Naomi shook her head, and she was incredulous, her heart skipping a beat to find that he was more bourgeois than she was.

“It’s near the Opéra in Paris. My father loved it. He bought all his ties there. He still had them when he died. I would have inherited them if I’d stayed.”

So, Sam thought slowly, listening to this, you come from money. You know what Old England ties are, and your father was a man of leisure.

“You haven’t said where you’re from,” she said. “We thought it would be rude to ask—so I’m not asking.”

“I don’t mind if you ask, because I won’t tell you.”

She took out the strawberries they had brought and the yogurt. Dessert.

“Mais tu me gatés!” he cried, and swore he would buy them dinner when he was rich again. His fingers, as they darted for the fruit, were suddenly elegant and discriminating.

“We’ll see if you do,” Sam retorted.

It didn’t seem likely. For some reason she disliked his use of a French phrase, though she knew it was irritable on her part, and there was something in his unexpected confidence that struck her as being less innocent than Naomi wanted to believe. When he glanced at her his eyes were clear of all deference or doubt. He seemed to know what he was looking at, and it was not an indulgent knowledge. Her pride flared up in defense of herself, and she thought of a few sharp words she could fling at him later on, when the right occasion presented itself.
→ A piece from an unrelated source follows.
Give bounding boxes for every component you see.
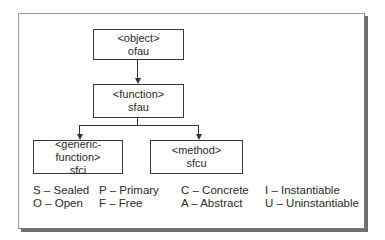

It was a little more than the usual male insolence.

They ate the yogurt on plastic spoons and threw the strawberries to each other one by one. Maybe, Naomi thought, this silly laughter will reach all the way down to the shepherd with the shotgun. Gossip and islands were natural conspirators, but the time for caring about it was almost gone.
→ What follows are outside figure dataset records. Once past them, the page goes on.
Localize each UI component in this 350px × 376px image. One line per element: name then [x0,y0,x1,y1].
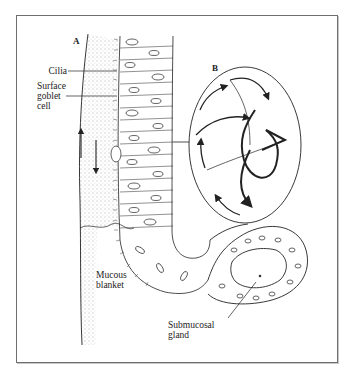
epithelium-column [111,36,210,294]
label-surface-goblet-cell: Surface goblet cell [37,81,66,111]
label-submucosal-gland: Submucosal gland [168,320,214,340]
label-line: Surface [37,81,66,91]
cilia-beat-inset [173,67,301,223]
label-line: gland [168,330,214,340]
label-line: Mucous [96,270,127,280]
panel-label-b: B [212,63,218,73]
label-mucous-blanket: Mucous blanket [96,270,127,290]
label-line: goblet [37,91,66,101]
label-line: Submucosal [168,320,214,330]
mucous-blanket-layer [79,34,134,345]
panel-label-a: A [73,36,80,46]
label-line: blanket [96,280,127,290]
label-line: cell [37,101,66,111]
submucosal-gland [208,224,308,304]
label-cilia: Cilia [30,66,67,76]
Naomi wondered whether she could bring him down to the port and check him into a hotel without a passport, or using her own. It was one way of bringing him back into civilization. Then she considered buying him a ferry ticket and getting him to the mainland. Yet there was no possibility of continuation in this plan once he got there. She could give him money and send him on his way. Yes—that would work. He would take the money gratefully and move on, or so she imagined. But it was offhand and cruel, and moreover a waste of an opportunity. It seemed to her that there was something magical in this sudden appearance of another human being; it was surely a sign, as she had thought before. She could bribe someone in the port to take him in. But then she would lose her influence over him, and nor did that seem right. She was the savior and she relished the role. It made her vital in a new way. To save another person: it wasn’t nothing. It wasn’t exactly an achievement, but it was a small shift in the balance of power toward the weak. Such shifts were the substance of one’s moral life—they made the intolerable tolerable. She thought back to what Sam had said that day about atonement, and she realized now that the need for atonement was hers. She was righting the wrongs that she herself had committed, even though rationally speaking the two were not connected. Idiotic, but there it was. She had been haunted by the wronged Turk in Dalston for months, and with time it had begun to fester within her. Whether it was a small failure or a large one was immaterial; a chain reaction had been set in motion by her ineptitude and cowardice, and it would carry on creating havoc out of sight and mind for as long as that person lived. Such things did not end when one lost interest in them. Their consequences continued even if one didn’t have to live with them oneself. Morality was nothing more than paying attention to the chain reaction while not causing another one. She was feeding an unknown man strawberries on the hill outside Episkopi and she was enjoying it. He seemed to be enjoying it as well. He ought to be, she thought with gratification.

Then, as an entertainment, she brought out another small packet of the weed she had bought from the boat girl, though she wasn’t sure how he would respond to it. But he understood what it was at once and didn’t push it away. Her gifts were a success.